Consequently, God invites us to be involved in his creative work by taking the raw materials of the world and developing them. In so doing, God is involving us to mediate in his active care in the world.
The two words used in Genesis 2:5 for Adam’s “work” are abad (work) and shamar (take care). These words are also used to mean “service to God” and “keeping of his commandments” respectively. This implies we should make no distinction between sacred and secular work.
God ordained work for a second purpose ie. to produce crops for food. Again, this was clearly stated in the beginning. It is stated in Genesis 1:29 -
Then God said, I give you every seed-bearing plant on the face of the whole earth and every tree that has fruit with seed in it. They will be yours for food.
Therefore, we were not created or purposed to be couch potatoes.
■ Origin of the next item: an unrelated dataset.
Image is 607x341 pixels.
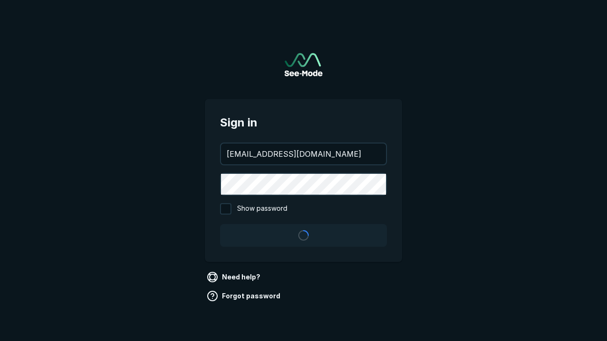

He calls us to be co-workers, and that calling does not stop at some official retirement age.
God does not need to rest. But when he rested from work, he was making provision for us, as his partners, to know our limits. This is Sabbath rest for our benefit.
Sabbath was made for mankind and not mankind for the Sabbath (Mark 2:27). It ensures that our life is not defined only by work, nor are we in complete control of our life through work. Walter Brueggemann puts it this way:
Sabbath provides a visible testimony that God is at the center of life — that human production and consumption take place in a world ordered, blessed, and restrained by the God of all creation.
This need for rest and rhythm applies very much to our work wherever we are. Our bodies and other aspects of our well-being need it. Certainly, rest replenishes not just the body but the soul as well. God rested not for himself but for us indeed!
Next I want to address the result of the fall on work.
The Result of the Fall on Work
The fall of Adam and Eve as a result of disobedience and sin against God was catastrophic.
We all experience the impact of this fall. It results in a broken and troubled world filled with physical decay, death, suffering, injustice and natural disasters. Hostility or anger towards God, unthinkable before the fall, began to manifest. The fall now has a description.
Another result of the fall is self-preservation and deception. Adam blamed God and his partner for his own failing: “The woman you put here with me … she gave me … and I ate” (Genesis 3:12). We see how the fall warps every aspect of our being and our relationships with God and others.
While death did not befall Adam and Eve immediately after they ate of the tree of the knowledge of good and evil, something did begin to die in them. They experienced gradual spiritual death evidenced by the increasing alienation from their identity with God as his treasured creation. This has a contagious effect. We can trace this through Genesis:
Cain committed the first murder. By the time of Noah, the world was hopelessly corrupt and immoral. The flood did some spring-cleaning, but mankind soon returned to its sinful base nature. Sodom and Gomorrah were just “repeats” of what happened after the flood. Since then, there is “nothing new under the sun” (Ecclesiastes 1:9b). If anything, the world has gotten worse!
I hope by now, you have a clearer perspective on the theology of work or the value of work.
In the next episode, I will be sharing with you the consequences of the Fall on our work. What has changed and what remains about work? This is what I want you to know in the next episode. Till then, have a blessed week ahead.
Study Questions
1. Based on the theology of work, why did God “rested” after six days of creation?
2. What are the benefits of work?
3. How does the Maslow Hierarchy of work apply to the value of work?